Stop dumping dredge waste in Long Island Sound

The Long Island Sound. Credit: Joseph D. Sullivan
Long Island Sound has been making a comeback. Slow and hard-won progress has begun to reverse years of degradation. The recovery is fragile, and there still is a long way to go, but the incredible sight on Christmas Day of a pod of more than 100 dolphins frolicking in the Sound between Port Jefferson and Bridgeport, Connecticut, is evidence that things are getting better.

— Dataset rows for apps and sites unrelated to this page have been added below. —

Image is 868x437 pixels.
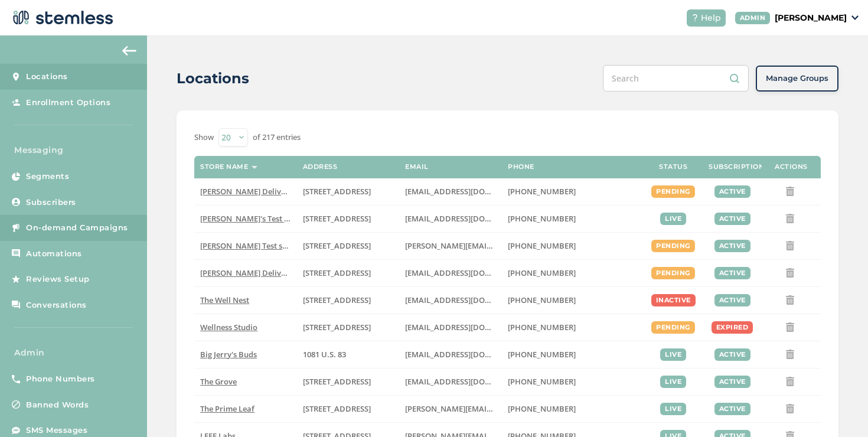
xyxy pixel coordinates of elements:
div: inactive [651,294,696,307]
span: 1081 U.S. 83 [303,349,346,360]
span: [STREET_ADDRESS] [303,404,371,414]
span: [PHONE_NUMBER] [508,240,576,251]
label: (269) 929-8463 [508,296,638,305]
div: live [660,213,686,225]
span: [PHONE_NUMBER] [508,214,576,224]
span: [PHONE_NUMBER] [508,186,576,197]
label: 1081 U.S. 83 [303,350,394,360]
label: dexter@thegroveca.com [405,377,496,387]
label: (269) 929-8463 [508,322,638,333]
label: The Well Nest [201,296,291,305]
label: 123 Main Street [303,322,394,333]
span: [PHONE_NUMBER] [508,404,576,414]
span: [STREET_ADDRESS] [303,376,371,387]
span: The Well Nest [201,295,249,305]
label: 123 East Main Street [303,214,394,224]
span: [PERSON_NAME] Test store [201,240,298,251]
label: Big Jerry's Buds [201,350,291,360]
span: Help [701,12,721,24]
div: active [715,403,751,415]
label: Status [659,163,688,171]
span: [STREET_ADDRESS] [303,268,371,279]
span: [STREET_ADDRESS] [303,295,371,305]
img: logo-dark-0685b13c.svg [10,6,114,29]
div: active [715,185,751,198]
th: Actions [762,156,821,179]
label: arman91488@gmail.com [405,268,496,279]
span: [PHONE_NUMBER] [508,295,576,305]
span: [PHONE_NUMBER] [508,322,576,333]
span: [EMAIL_ADDRESS][DOMAIN_NAME] [405,349,534,360]
label: (503) 804-9208 [508,214,638,224]
div: pending [651,267,695,279]
span: [PHONE_NUMBER] [508,376,576,387]
span: The Grove [201,376,237,387]
span: [STREET_ADDRESS] [303,186,371,197]
span: [EMAIL_ADDRESS][DOMAIN_NAME] [405,295,534,305]
label: Hazel Delivery 4 [201,268,291,279]
span: [PERSON_NAME] Delivery [201,186,293,197]
div: pending [651,322,695,334]
span: [STREET_ADDRESS] [303,214,371,224]
label: swapnil@stemless.co [405,241,496,251]
div: ADMIN [736,12,771,24]
label: Store name [201,163,248,171]
img: icon-sort-1e1d7615.svg [252,166,257,169]
span: Wellness Studio [201,322,257,333]
span: Phone Numbers [26,374,95,385]
label: The Prime Leaf [201,405,291,414]
span: Big Jerry's Buds [201,349,257,360]
span: [EMAIL_ADDRESS][DOMAIN_NAME] [405,186,534,197]
span: [PHONE_NUMBER] [508,268,576,279]
label: Wellness Studio [201,322,291,333]
img: icon-help-white-03924b79.svg [692,14,699,21]
label: Swapnil Test store [201,241,291,251]
div: live [660,403,686,415]
div: active [715,294,751,307]
span: Segments [26,171,69,183]
label: (520) 272-8455 [508,405,638,414]
span: Manage Groups [766,72,829,84]
label: arman91488@gmail.com [405,187,496,197]
span: SMS Messages [26,425,88,437]
input: Search [603,65,749,92]
div: active [715,267,751,279]
span: Conversations [26,300,87,311]
label: 17523 Ventura Boulevard [303,187,394,197]
iframe: Chat Widget [810,380,868,437]
label: vmrobins@gmail.com [405,322,496,333]
label: 5241 Center Boulevard [303,241,394,251]
div: live [660,376,686,388]
span: [PERSON_NAME]'s Test Store [201,214,304,224]
p: [PERSON_NAME] [775,12,847,24]
span: [PERSON_NAME][EMAIL_ADDRESS][DOMAIN_NAME] [405,240,594,251]
label: brianashen@gmail.com [405,214,496,224]
label: 4120 East Speedway Boulevard [303,405,394,414]
label: 8155 Center Street [303,377,394,387]
label: Address [303,163,338,171]
label: (818) 561-0790 [508,187,638,197]
label: (503) 332-4545 [508,241,638,251]
div: live [660,348,686,361]
label: Brian's Test Store [201,214,291,224]
h2: Locations [176,68,249,89]
label: Show [194,132,214,144]
div: active [715,213,751,225]
label: of 217 entries [253,132,300,144]
span: On-demand Campaigns [26,223,128,234]
span: Banned Words [26,400,89,411]
label: Subscription [709,163,764,171]
label: (818) 561-0790 [508,268,638,279]
div: pending [651,240,695,253]
span: [STREET_ADDRESS] [303,240,371,251]
span: The Prime Leaf [201,404,255,414]
label: (619) 600-1269 [508,377,638,387]
button: Manage Groups [756,66,839,92]
label: Email [405,163,429,171]
label: 1005 4th Avenue [303,296,394,305]
div: active [715,348,751,361]
label: 17523 Ventura Boulevard [303,268,394,279]
label: (580) 539-1118 [508,350,638,360]
div: pending [651,185,695,198]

But now the federal Army Corps of Engineers threatens to make progress more difficult. It has finalized a plan to allow the continued dumping of 53 million cubic yards of dredge spoils from Connecticut into the Sound over the next 30 years. This comes after protests against the preliminary plan last summer by two New York State agencies and a galaxy of state and federal elected officials and environmentalists. It’s a bad plan and it must be stopped.
Yes, Connecticut’s harbors and rivers must be dredged regularly for marine traffic. But some of that muck, which has been dumped at four sites in the Sound, is toxic. The rest consumes oxygen, blocks sunlight and kills organisms on the Sound’s floor. When dumping permits were set to expire 10 years ago, then-Gov. George Pataki blocked a similar plan and New York, Connecticut, the Army Corps and the Environmental Protection Agency agreed the Corps should devise a plan with alternatives to dumping. Alternatives exist: Toxic materials can be sent to hazardous-waste landfills, and other dredged material can be used to restore wetlands and cap landfills, as happened in Jamaica Bay and Staten Island. The Corps says those options are too expensive. But so is the price tag of degrading the body of water that is an economic generator for the region and one of its principal playgrounds.
New York’s Department of State, which governs the coast, says this proposal does not meet the goal to reduce or eliminate dumping, and it continues to negotiate with the Corps. If talks fail to produce a solution, the department must stop the plan — on its own or by asking the state attorney general to sue the Army Corps. Whatever is takes.